Canadians have often thought of this country as the Boy Scout nation. The title gets applied with both fondness and mockery, but either way, it doesn’t quite hit the mark. In our dealings with the rest of the world, and our understanding of how things work out there in the real world, Canada is not really a Boy Scout nation. We’re more the Republic of Naifs.
We have no idea how lucky we’ve had it for the last century and a half. Living under the American umbrella, and before that the protection of the British Empire, we could allow ourselves to believe that a liberal, benevolent, law-abiding, rule-following shade was the natural order of life on this planet. Our ignorance allowed us to be blissful, here in our happy Hobbiton.
But a changing and increasingly multipolar world, with rising powers who play by their own rules and aggressively pursue their own interests, has been teaching Canada unpleasant truths. Some more were served up on Thanksgiving.
On Monday, the RCMP alleged that agents of the government of India are involved in homicide, extortions and other serious criminal activities in Canada. After Ottawa’s request for New Delhi to co-operate with investigations was rebuffed, the Trudeau government expelled several Indian diplomats. New Delhi responded by booting an equal number of Canadian diplomats.
This is not the first time that Canada has accused the Indian government of directing acts of violence against Canadians in Canada. It may not be the last. One of the new wrinkles on Monday, according to Foreign Minister Mélanie Joly, is that after Canada went public last year with allegations of Indian government involvement in a murder in Canada, the meddling and criminal activity directly from New Delhi in Canada did not stop – it increased.
Among those Indian diplomats that sources tell The Globe are alleged to have been involved in the 2023 murder in Canada of Sikh activist Hardeep Singh Nijjar is High Commissioner Sanjay Kumar Verma, India’s most senior diplomat in Canada.
Note that the title is high commissioner, not ambassador. That’s because Canada and India, as members of the Commonwealth, in theory consider each other to be less foreign states and more cousins. Our diplomatic missions on each other’s territory are called high commissions, not embassies – to indicate that we’re all family.
It’s a fiction from another time, and the exposure of its hollowness may be a harbinger of less happy times.
The thing about power is that countries with more are likely to exercise it, and countries with less are at risk of having it exercised against them – regardless of what was promised, or what unenforceable international agreements were signed.
The Trudeau government discovered this in its early dealings with China, with which it had once hoped to reach a free trade and investment agreement. The case of the Two Michaels, when Beijing violated all treaties and norms by taking hostage two random Canadians, was an overdue wake-up call. It made Ottawa realize that greater economic integration with the People’s Republic of China is a threat, not an opportunity.
Going into business with organized crime never ends well. Particularly for Boy Scouts.
A century and a half of Canadian foreign policy always sought to put some distance between us and the hegemon – first the British Empire, then the Americans during the long American Century. It was fair for Canada to aim for that, but the superpower we were pushing against was consistently more blessing than imposition, because despite an insistent pursuit of its own needs it was also liberal and law-abiding and surprisingly respectful of our independence.
Most of the world doesn’t get to live next to neighbours like that. History is often about the strong doing what they want, and the weak enduring what they must. Ask anyone in Eastern Europe. Or ask the Gulf States, whose main fear today is that if Israel retaliates against Iran, Iran will retaliate by bombing not Israel, but Saudi Arabia.
Canada is still in a very privileged position. We’ve let our hard power go to rot – our military no longer has the tools to defend our interests – but we remain one of the world’s largest and richest economies, with the happy geography of being located next to the world’s biggest and most dynamic economy, and linked into a broader economic, cultural and military alliance with the United States and the Europeans.
We have friends and allies. We should cultivate them. In the brave new world, we’re going to need them.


- Task goal:
In full and without changes, output the data.

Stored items
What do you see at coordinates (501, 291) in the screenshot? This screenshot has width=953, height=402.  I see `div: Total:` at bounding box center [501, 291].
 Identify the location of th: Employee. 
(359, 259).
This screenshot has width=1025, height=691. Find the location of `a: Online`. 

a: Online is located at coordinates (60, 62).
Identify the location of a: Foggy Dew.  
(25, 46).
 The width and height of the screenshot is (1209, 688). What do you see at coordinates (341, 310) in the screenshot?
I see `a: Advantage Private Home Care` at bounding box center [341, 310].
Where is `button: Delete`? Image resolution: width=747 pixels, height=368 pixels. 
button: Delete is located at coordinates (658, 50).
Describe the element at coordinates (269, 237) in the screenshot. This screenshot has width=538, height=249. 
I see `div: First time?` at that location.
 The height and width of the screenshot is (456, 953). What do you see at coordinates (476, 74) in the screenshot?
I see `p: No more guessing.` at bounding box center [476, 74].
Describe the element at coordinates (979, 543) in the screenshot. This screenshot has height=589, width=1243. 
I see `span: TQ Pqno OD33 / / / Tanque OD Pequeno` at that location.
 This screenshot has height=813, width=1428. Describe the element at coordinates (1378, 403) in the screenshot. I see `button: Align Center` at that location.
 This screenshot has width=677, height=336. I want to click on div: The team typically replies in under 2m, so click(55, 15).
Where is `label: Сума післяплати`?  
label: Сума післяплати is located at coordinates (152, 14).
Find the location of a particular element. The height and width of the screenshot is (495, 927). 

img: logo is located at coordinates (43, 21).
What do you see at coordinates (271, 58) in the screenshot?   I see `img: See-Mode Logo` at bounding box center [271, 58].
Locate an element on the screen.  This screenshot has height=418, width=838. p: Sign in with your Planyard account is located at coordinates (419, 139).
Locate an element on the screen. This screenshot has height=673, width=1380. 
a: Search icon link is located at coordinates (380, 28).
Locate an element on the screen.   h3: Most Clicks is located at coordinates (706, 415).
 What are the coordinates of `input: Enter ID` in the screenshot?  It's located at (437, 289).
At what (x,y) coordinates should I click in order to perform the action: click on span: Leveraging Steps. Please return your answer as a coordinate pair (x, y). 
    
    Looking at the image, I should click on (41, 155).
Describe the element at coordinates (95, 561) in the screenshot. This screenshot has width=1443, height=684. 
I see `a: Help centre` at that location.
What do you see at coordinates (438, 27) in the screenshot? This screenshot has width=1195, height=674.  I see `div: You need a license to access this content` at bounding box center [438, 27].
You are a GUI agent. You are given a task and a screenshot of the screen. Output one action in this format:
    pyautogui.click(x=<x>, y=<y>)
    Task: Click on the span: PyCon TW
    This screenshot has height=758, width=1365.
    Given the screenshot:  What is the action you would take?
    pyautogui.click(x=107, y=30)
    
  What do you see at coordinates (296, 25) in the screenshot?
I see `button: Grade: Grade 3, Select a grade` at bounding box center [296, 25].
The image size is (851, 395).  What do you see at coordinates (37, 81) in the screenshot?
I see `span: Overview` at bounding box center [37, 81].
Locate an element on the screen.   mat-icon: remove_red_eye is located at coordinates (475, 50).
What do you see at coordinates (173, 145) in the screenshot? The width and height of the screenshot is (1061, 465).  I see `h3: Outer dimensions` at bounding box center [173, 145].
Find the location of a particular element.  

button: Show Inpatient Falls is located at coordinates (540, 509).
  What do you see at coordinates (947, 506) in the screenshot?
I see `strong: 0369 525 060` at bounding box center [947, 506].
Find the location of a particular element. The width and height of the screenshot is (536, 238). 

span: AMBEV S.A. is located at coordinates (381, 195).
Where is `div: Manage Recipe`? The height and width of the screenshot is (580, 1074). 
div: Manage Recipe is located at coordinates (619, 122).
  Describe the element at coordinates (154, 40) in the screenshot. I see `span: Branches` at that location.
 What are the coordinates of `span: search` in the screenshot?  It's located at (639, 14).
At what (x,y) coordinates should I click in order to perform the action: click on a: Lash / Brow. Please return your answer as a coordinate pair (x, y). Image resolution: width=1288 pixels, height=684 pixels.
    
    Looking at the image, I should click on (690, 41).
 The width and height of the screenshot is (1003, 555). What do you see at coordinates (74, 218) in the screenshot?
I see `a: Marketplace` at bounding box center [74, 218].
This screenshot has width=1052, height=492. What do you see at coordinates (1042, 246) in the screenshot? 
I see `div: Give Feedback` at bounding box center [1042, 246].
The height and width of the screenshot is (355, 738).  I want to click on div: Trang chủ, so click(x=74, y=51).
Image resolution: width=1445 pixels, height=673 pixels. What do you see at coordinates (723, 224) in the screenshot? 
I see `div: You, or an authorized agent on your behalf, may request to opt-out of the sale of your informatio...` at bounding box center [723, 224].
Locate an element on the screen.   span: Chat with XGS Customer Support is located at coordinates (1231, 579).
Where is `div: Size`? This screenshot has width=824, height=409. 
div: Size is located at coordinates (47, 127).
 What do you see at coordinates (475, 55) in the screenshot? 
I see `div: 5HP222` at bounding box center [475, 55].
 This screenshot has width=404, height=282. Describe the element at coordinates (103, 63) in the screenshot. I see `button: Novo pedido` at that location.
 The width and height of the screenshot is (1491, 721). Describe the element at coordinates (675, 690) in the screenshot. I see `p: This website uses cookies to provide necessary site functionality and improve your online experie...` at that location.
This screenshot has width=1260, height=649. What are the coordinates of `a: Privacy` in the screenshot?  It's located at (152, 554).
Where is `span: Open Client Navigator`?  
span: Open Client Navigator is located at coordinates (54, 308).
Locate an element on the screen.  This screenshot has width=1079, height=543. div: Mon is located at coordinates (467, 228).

- Solution for this exercise:
What do you see at coordinates (501, 291) in the screenshot? This screenshot has width=953, height=402.  I see `div: Total:` at bounding box center [501, 291].
 Identify the location of th: Employee. 
(359, 259).
This screenshot has width=1025, height=691. Find the location of `a: Online`. 

a: Online is located at coordinates (60, 62).
Identify the location of a: Foggy Dew.  
(25, 46).
 The width and height of the screenshot is (1209, 688). What do you see at coordinates (341, 310) in the screenshot?
I see `a: Advantage Private Home Care` at bounding box center [341, 310].
Where is `button: Delete`? Image resolution: width=747 pixels, height=368 pixels. 
button: Delete is located at coordinates (658, 50).
Describe the element at coordinates (269, 237) in the screenshot. This screenshot has width=538, height=249. 
I see `div: First time?` at that location.
 The height and width of the screenshot is (456, 953). What do you see at coordinates (476, 74) in the screenshot?
I see `p: No more guessing.` at bounding box center [476, 74].
Describe the element at coordinates (979, 543) in the screenshot. This screenshot has height=589, width=1243. 
I see `span: TQ Pqno OD33 / / / Tanque OD Pequeno` at that location.
 This screenshot has height=813, width=1428. Describe the element at coordinates (1378, 403) in the screenshot. I see `button: Align Center` at that location.
 This screenshot has width=677, height=336. I want to click on div: The team typically replies in under 2m, so click(55, 15).
Where is `label: Сума післяплати`?  
label: Сума післяплати is located at coordinates (152, 14).
Find the location of a particular element. The height and width of the screenshot is (495, 927). 

img: logo is located at coordinates (43, 21).
What do you see at coordinates (271, 58) in the screenshot?   I see `img: See-Mode Logo` at bounding box center [271, 58].
Locate an element on the screen.  This screenshot has height=418, width=838. p: Sign in with your Planyard account is located at coordinates (419, 139).
Locate an element on the screen. This screenshot has height=673, width=1380. 
a: Search icon link is located at coordinates (380, 28).
Locate an element on the screen.   h3: Most Clicks is located at coordinates (706, 415).
 What are the coordinates of `input: Enter ID` in the screenshot?  It's located at (437, 289).
At what (x,y) coordinates should I click in order to perform the action: click on span: Leveraging Steps. Please return your answer as a coordinate pair (x, y). 
    
    Looking at the image, I should click on (41, 155).
Describe the element at coordinates (95, 561) in the screenshot. This screenshot has width=1443, height=684. 
I see `a: Help centre` at that location.
What do you see at coordinates (438, 27) in the screenshot? This screenshot has width=1195, height=674.  I see `div: You need a license to access this content` at bounding box center [438, 27].
You are a GUI agent. You are given a task and a screenshot of the screen. Output one action in this format:
    pyautogui.click(x=<x>, y=<y>)
    Task: Click on the span: PyCon TW
    This screenshot has height=758, width=1365.
    Given the screenshot:  What is the action you would take?
    pyautogui.click(x=107, y=30)
    
  What do you see at coordinates (296, 25) in the screenshot?
I see `button: Grade: Grade 3, Select a grade` at bounding box center [296, 25].
The image size is (851, 395).  What do you see at coordinates (37, 81) in the screenshot?
I see `span: Overview` at bounding box center [37, 81].
Locate an element on the screen.   mat-icon: remove_red_eye is located at coordinates (475, 50).
What do you see at coordinates (173, 145) in the screenshot? The width and height of the screenshot is (1061, 465).  I see `h3: Outer dimensions` at bounding box center [173, 145].
Find the location of a particular element.  

button: Show Inpatient Falls is located at coordinates (540, 509).
  What do you see at coordinates (947, 506) in the screenshot?
I see `strong: 0369 525 060` at bounding box center [947, 506].
Find the location of a particular element. The width and height of the screenshot is (536, 238). 

span: AMBEV S.A. is located at coordinates (381, 195).
Where is `div: Manage Recipe`? The height and width of the screenshot is (580, 1074). 
div: Manage Recipe is located at coordinates (619, 122).
  Describe the element at coordinates (154, 40) in the screenshot. I see `span: Branches` at that location.
 What are the coordinates of `span: search` in the screenshot?  It's located at (639, 14).
At what (x,y) coordinates should I click in order to perform the action: click on a: Lash / Brow. Please return your answer as a coordinate pair (x, y). Image resolution: width=1288 pixels, height=684 pixels.
    
    Looking at the image, I should click on (690, 41).
 The width and height of the screenshot is (1003, 555). What do you see at coordinates (74, 218) in the screenshot?
I see `a: Marketplace` at bounding box center [74, 218].
This screenshot has width=1052, height=492. What do you see at coordinates (1042, 246) in the screenshot? 
I see `div: Give Feedback` at bounding box center [1042, 246].
The height and width of the screenshot is (355, 738).  I want to click on div: Trang chủ, so click(x=74, y=51).
Image resolution: width=1445 pixels, height=673 pixels. What do you see at coordinates (723, 224) in the screenshot? 
I see `div: You, or an authorized agent on your behalf, may request to opt-out of the sale of your informatio...` at bounding box center [723, 224].
Locate an element on the screen.   span: Chat with XGS Customer Support is located at coordinates (1231, 579).
Where is `div: Size`? This screenshot has width=824, height=409. 
div: Size is located at coordinates (47, 127).
 What do you see at coordinates (475, 55) in the screenshot? 
I see `div: 5HP222` at bounding box center [475, 55].
 This screenshot has width=404, height=282. Describe the element at coordinates (103, 63) in the screenshot. I see `button: Novo pedido` at that location.
 The width and height of the screenshot is (1491, 721). Describe the element at coordinates (675, 690) in the screenshot. I see `p: This website uses cookies to provide necessary site functionality and improve your online experie...` at that location.
This screenshot has width=1260, height=649. What are the coordinates of `a: Privacy` in the screenshot?  It's located at (152, 554).
Where is `span: Open Client Navigator`?  
span: Open Client Navigator is located at coordinates (54, 308).
Locate an element on the screen.  This screenshot has width=1079, height=543. div: Mon is located at coordinates (467, 228).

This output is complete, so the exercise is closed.